Archive for December, 2012

Practical Anthropology

December 23, 2012

It’s been asked a million times about a million things when studying the past.  Why did they do it that way?  What were they thinking?

When it comes to 17th –18th century Western European tea, coffee and chocolate pots (as it so often does) why did only the teapots have long spouts?  Only the coffee pots have elongated bodies?  Only the chocolate pots have a pinched spout like a pitcher?  Perhaps the safest answer would be ‘you just had to have been there.’

But there are other interpretations.  Chocolate was a thick liquid compared to coffee and tea.  It simply didn’t pour well from a long skinny spout.  Coffee used a substantial amount of grounds to brew.  The pot’s body had to compensate for that.  And of course tea only required a strainer to decant the thin liquid.  Here there was much more liberty of form.

Great.  So why did Western European chocolate mugs sport handles long before coffee or tea cups?  We know this in large part through research on the excavated remains of the VOC Geldermarlsen which sank in the straights of Malacca on January 3, 1752 on it’s return voyage to The Netherlands from Canton, China.  Cross referenced invoices back in Rotterdam clearly specified handled chocolate mugs decades before handles appeared on tea or coffee cups.

The answer?  Maybe chocolate (unlike tea, anyway) was understood to be drunk hot.  Maybe tea and coffee were destined more for public houses where bowls were (at least initially) commonly passed around.  Maybe everything could have had handles – or not – and further inference shouldn’t be extrapolated from one smashed up old ship.

Or maybe it’s just best to stick with ‘you had to have been there.’  The debate rages on.

Readings:

The Geldermalsen, History and Porcelain.  CJA Jörg.  Kemper Publishers/Groningen, The Netherlands.  1986.

 

Cheesequake

December 9, 2012

Cheesequake potters were lucky.  The little village lay next to a massive deposit of excellent stoneware clay in the Amboy region of New Jersey.  The Morgan family in Cheesequake owned the deposit.  These master potters, along with their allies the Warne and Letts families, dominated Jersey markets during the late Colonial era.

Potters near navigable waterways throughout the Colonies could purchase Morgan’s clay.  The combined Crolius and Remmey clans of New York City were particularly important customers.  These two long standing pottery families intermarried, with shops always next to each other.  Their territory significantly overlapped that of the Morgans.  But unlike Morgan, they did not sit atop hectares of superlative clay.  A previous source on “Potbakers Hill” in lower Manhattan had been swallowed up by the fast growing metropolis.  Today that spot is called “City Hall.”

So the New York Crolius/Remmey’s were dependent on the New Jersey Morgans.  Maybe their relationship was amicable.  But why was William Crolius lurking about on 1786-90 Amboy NJ tax roles?  Poking around for an exposed seam off of Morgan’s property?

The British, ever aware of the value of a good pot shop, sent a raiding party on August 8, 1777, to ransack Continental Captain (later General) James Morgan’s stoneware shop during the Revolutionary WarJohn Crolius lost his pottery to the Red Coats a year earlier due to his patriot proclivities.

After the war, thanks to canals and (eventually) railroads, Morgan’s clay almost single handedly supplied the 19th century avalanche that became The Age of American Stoneware.  The Remmey/Crolius clan withered on it’s lofty perch in Manhattan.

But the Crolius/Remmeys seem to have not given up easily.  Joseph Henry Remmey owned the Morgan pottery for a time in 1820.  In 1822 Catherine Bowne, James Morgan’s granddaughter, obtained the shop and ran it until 1835.  Clay supply success eventually eclipsed the Morgan’s own pottery business.  Potters everywhere now worked with their clay.

About all that remains of the Morgan, Werne and Letts potteries, the Crolius and Remmey potteries, and the Amboy pits themselves is archeological interest.  You can still study mute examples of this fabled material – thrown, fired and salted – in museums and Historical Societies.  But if you took a Morgan jug out from a glass case today and put it’s mouth to your ear, like a sea shell, maybe you could hear the battles that once raged over those clay pits.

Readings:

Ceramics in America.  Ian Quimby, Ed.  University Press of Virginia/Charlottesville.  1972.

Decorated Stoneware Pottery of North America.  Donald Webster.  Charles Tuttle Co./Rutland Vt.  1971.

The Art of the Potter.  Diana and J. Garrison Stradling.  Main Street-Universe Books/New York.  1977.

Early American Pottery and China.  John Spargo.  The Century Co./NY.  1926.

American Stoneware.  William Ketchum.  Holt & Co./New York.  1991.

Early Potters and Potteries of New York State.  William Ketchum.  Funk & Wagnalls/New York.   1970.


WHAT YOU ARE ASKED TO DO: Could you set down only the lines from the one including "You are a GUI" to the end of the records below, inclusive and exact, leaving pictures out?

Stored data entries:
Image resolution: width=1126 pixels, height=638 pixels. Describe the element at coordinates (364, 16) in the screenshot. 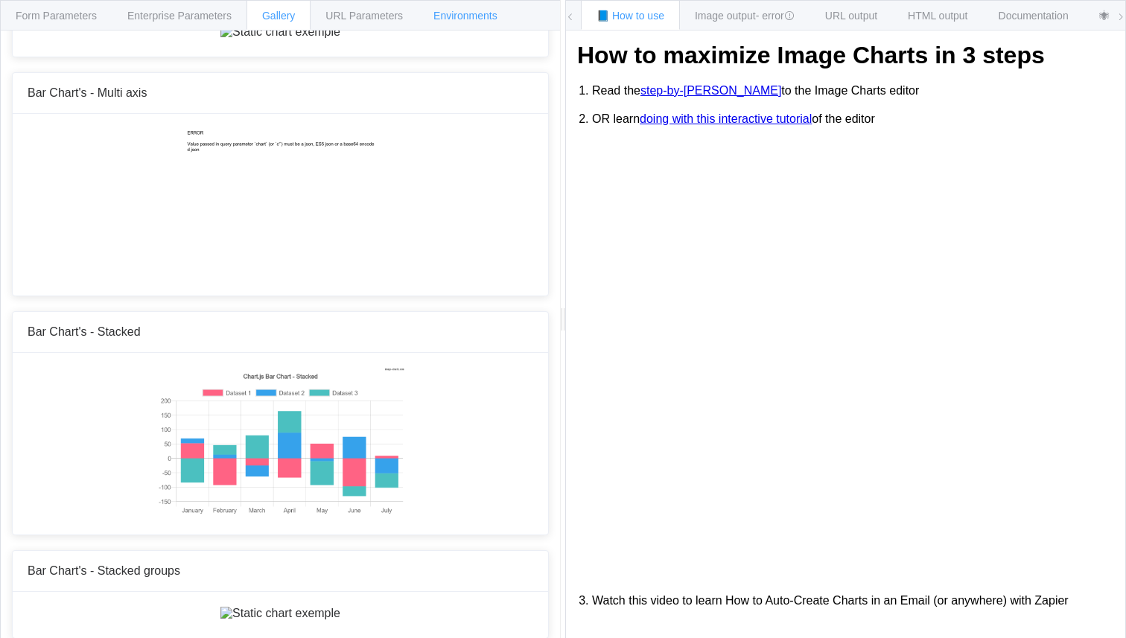

I see `span: URL Parameters` at that location.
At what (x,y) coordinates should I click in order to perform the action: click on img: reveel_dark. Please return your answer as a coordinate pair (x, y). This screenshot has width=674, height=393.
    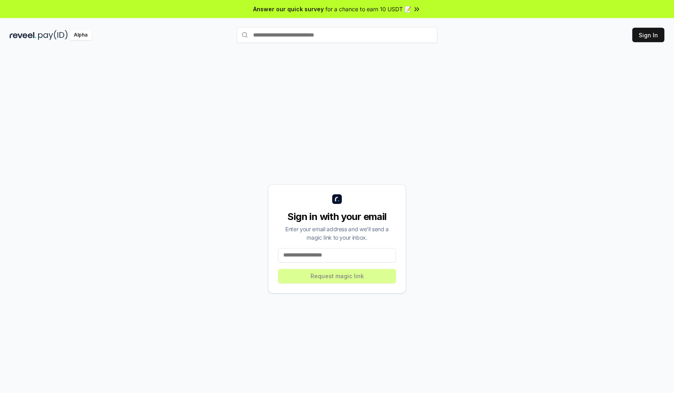
    Looking at the image, I should click on (23, 35).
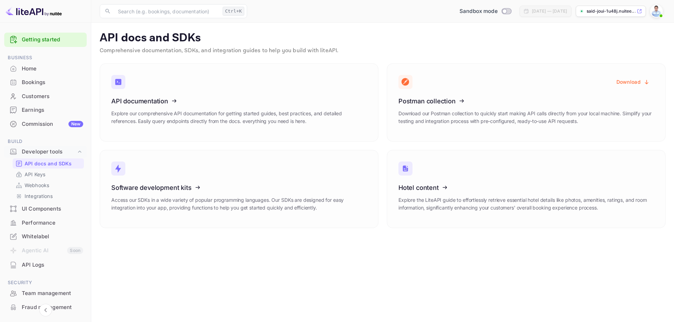  Describe the element at coordinates (35, 174) in the screenshot. I see `p: API Keys` at that location.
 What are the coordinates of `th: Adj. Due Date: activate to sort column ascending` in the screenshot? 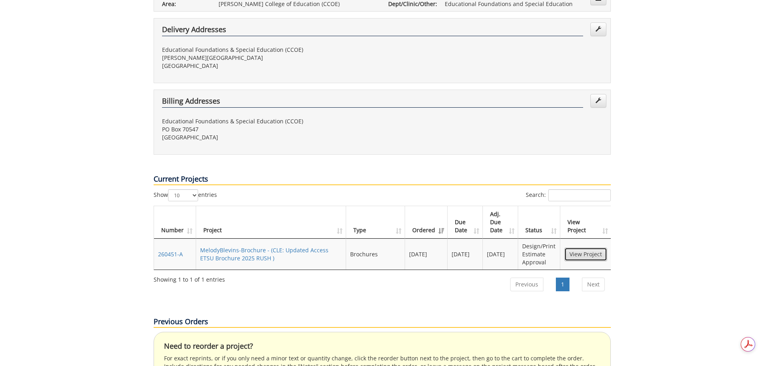 It's located at (501, 222).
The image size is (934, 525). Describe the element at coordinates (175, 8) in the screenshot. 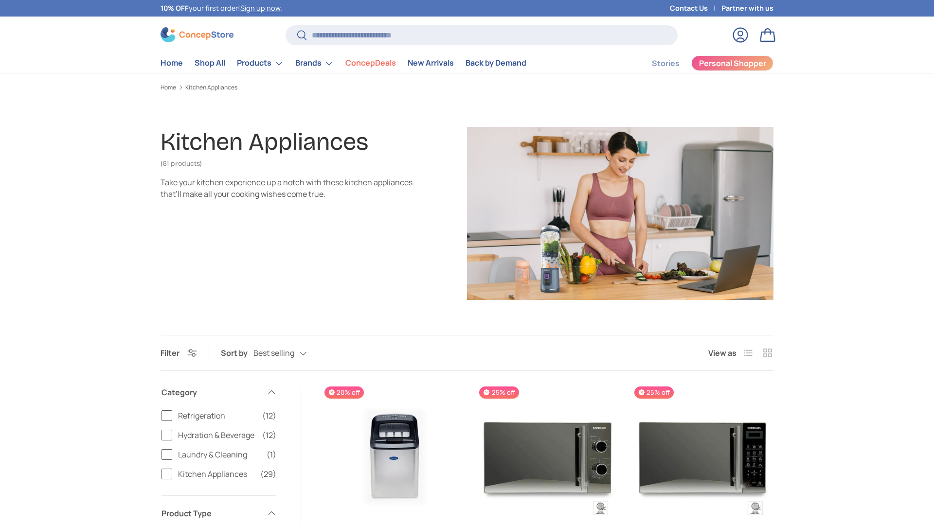

I see `strong: 10% OFF` at that location.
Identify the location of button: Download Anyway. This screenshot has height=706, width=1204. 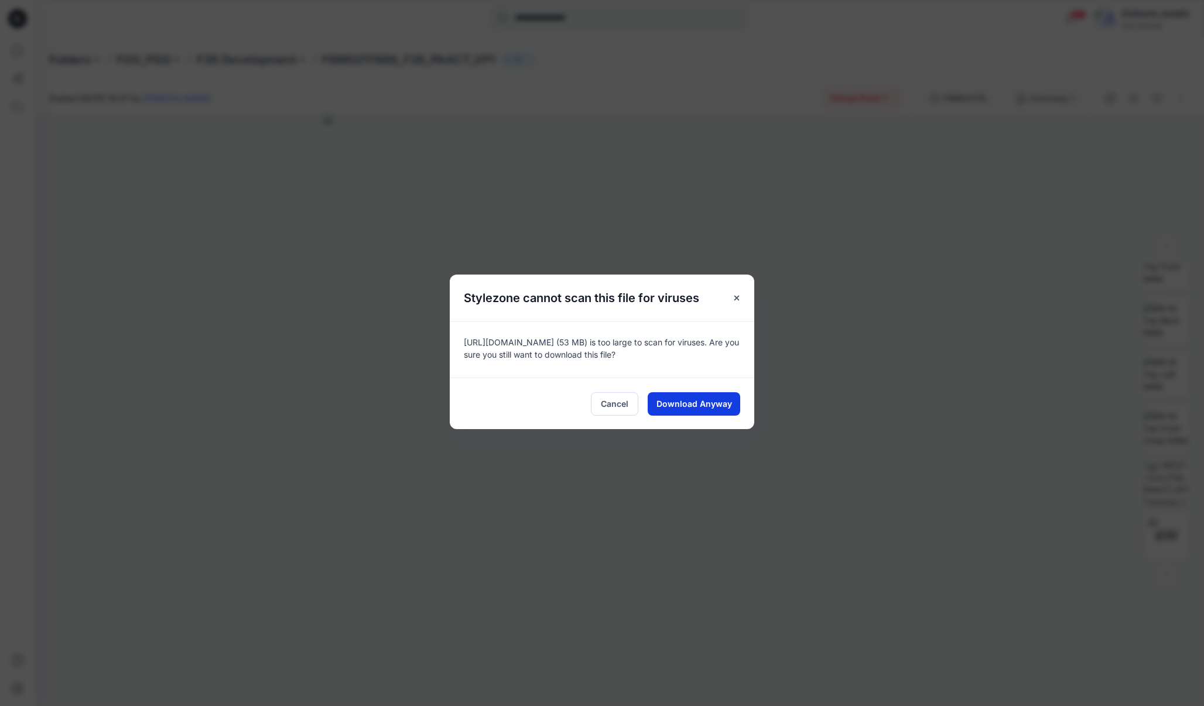
(694, 404).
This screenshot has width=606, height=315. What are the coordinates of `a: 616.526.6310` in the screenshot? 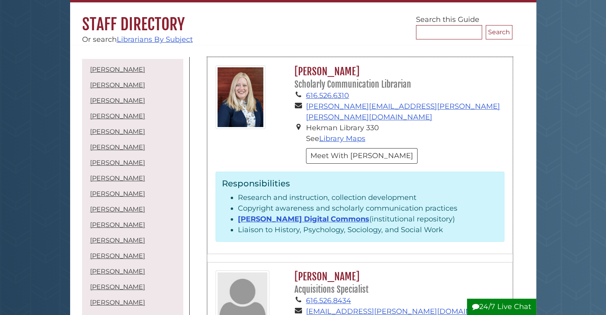 It's located at (328, 96).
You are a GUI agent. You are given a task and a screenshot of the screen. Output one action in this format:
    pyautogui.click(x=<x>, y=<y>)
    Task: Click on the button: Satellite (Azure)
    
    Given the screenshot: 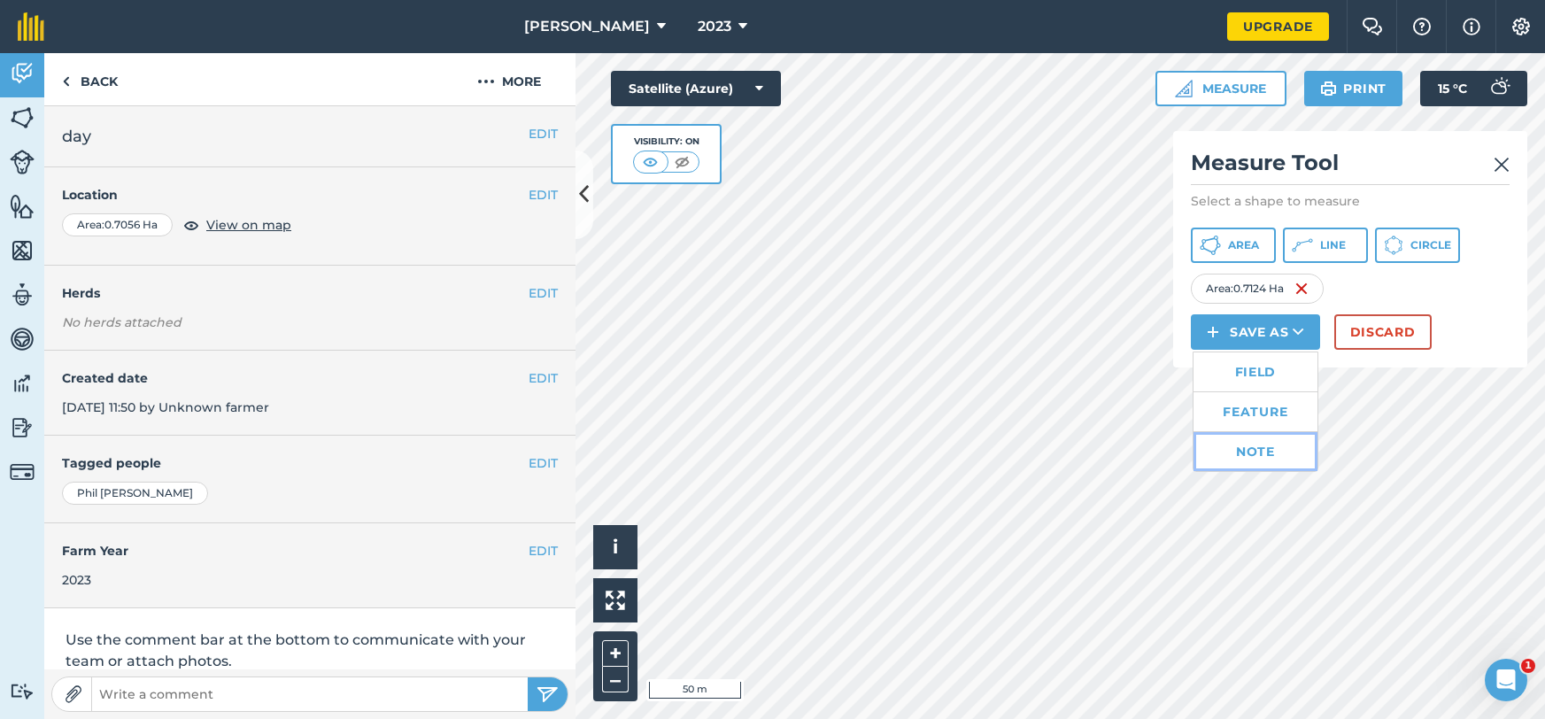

SOLUTION TO THIS TASK:
You are a GUI agent. You are given a task and a screenshot of the screen. Output one action in this format:
    pyautogui.click(x=<x>, y=<y>)
    Task: Click on the button: Satellite (Azure)
    
    Given the screenshot: 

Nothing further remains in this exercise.